6 – Charles Coward
Across all of our military madmen, there are not many that might regularly be described as cowards. If anything, they tend to have an excess of bravery. One man who could compete with any of them for nerve and courage under duress was Charles Coward, a coward by name but certainly not by nature. He was also known by another moniker: the Count of Auschwitz, a name that he earned through his ability to smuggle Jews out of the death camp and, on one occasion, to smuggle himself in.
Coward was a quartermaster in the British Royal Artillery when he was captured in 1940, shortly before the Dunkirk evacuation. He was one of the many British officers who took their orders to sabotage and disrupt the enemy if captured to heart, managing to free himself on several occasions, even at one point breaking out and making his way into a German field hospital, where he was accidentally awarded the Iron Cross while posing as an injured German.

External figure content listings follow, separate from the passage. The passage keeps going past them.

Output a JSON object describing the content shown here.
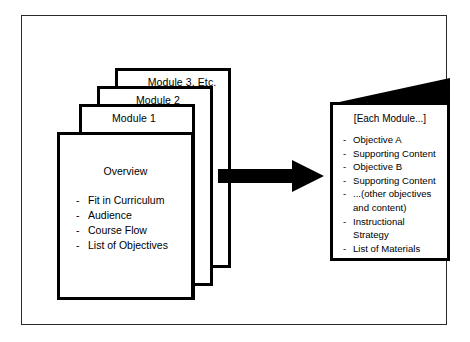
{
  "diagram": {
    "stack": {
      "cards": [
        {
          "label": "Module 3, Etc."
        },
        {
          "label": "Module 2"
        },
        {
          "label": "Module 1"
        }
      ],
      "front_card": {
        "heading": "Overview",
        "dash": "-",
        "items": [
          "Fit in Curriculum",
          "Audience",
          "Course Flow",
          "List of Objectives"
        ]
      }
    },
    "arrow": {
      "icon": "right-block-arrow",
      "color": "#000000"
    },
    "detail_card": {
      "heading": "[Each Module...]",
      "dash": "-",
      "items": [
        {
          "text": "Objective A",
          "continuation": null
        },
        {
          "text": "Supporting Content",
          "continuation": null
        },
        {
          "text": "Objective B",
          "continuation": null
        },
        {
          "text": "Supporting Content",
          "continuation": null
        },
        {
          "text": "...(other objectives",
          "continuation": "and content)"
        },
        {
          "text": "Instructional",
          "continuation": "Strategy"
        },
        {
          "text": "List of Materials",
          "continuation": null
        }
      ]
    },
    "colors": {
      "ink": "#000000",
      "frame": "#2b2b2b",
      "paper": "#ffffff"
    }
  }
}
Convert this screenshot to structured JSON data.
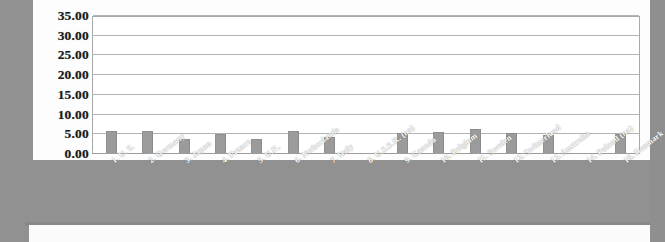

He would sabotage any work operation to which he was assigned and made at least 9 escape attempts before finding himself stuck in Auschwitz on a forced labor battalion.
There were over a thousand Brits stuck in the camp and Coward, as a German speaker and former quartermaster, was put in charge of the Red Cross packages that were assigned to them. This gave him access to the trains that arrived at the camp, where he saw the thousands upon thousands of Jews that were deposited at Auschwitz every day. Via Coward and other workers, the British prisoners of war donated portions of their food rations over to Jews and sent coded messages back to Britain, smuggled with the Red Cross. He even managed to swap clothes with one Jewish inmate for an evening and sneak himself into the Monowitz camp to experience the conditions with his own eyes.
Later, Coward would take Red Cross chocolate rations and use them to bribe SS officers to get the dead bodies of forced laborers from the work details, from which he would take the identity documents and then give them over to Jews: he himself estimated that he saved at least 400 Jews from the gas chambers in this way. Eventually, the British prisoners of war were taken to a different camp and then marched from Poland to Bavaria, where they were met by the advancing Americans and freed.
The level of bravery involved bordered on madness, but Coward would continue it after the war. Using the experiences that he gained at Auschwitz, he became a star witness for the prosecution at the Nuremberg Trials, providing testimony to the conditions of the camp and even physical details such as the location of the gas chambers. He was awarded the honor of Righteous Among the Nations by the state of Israel in 1963, the highest award is given to gentiles who assisted and saved Jews during the Holocaust.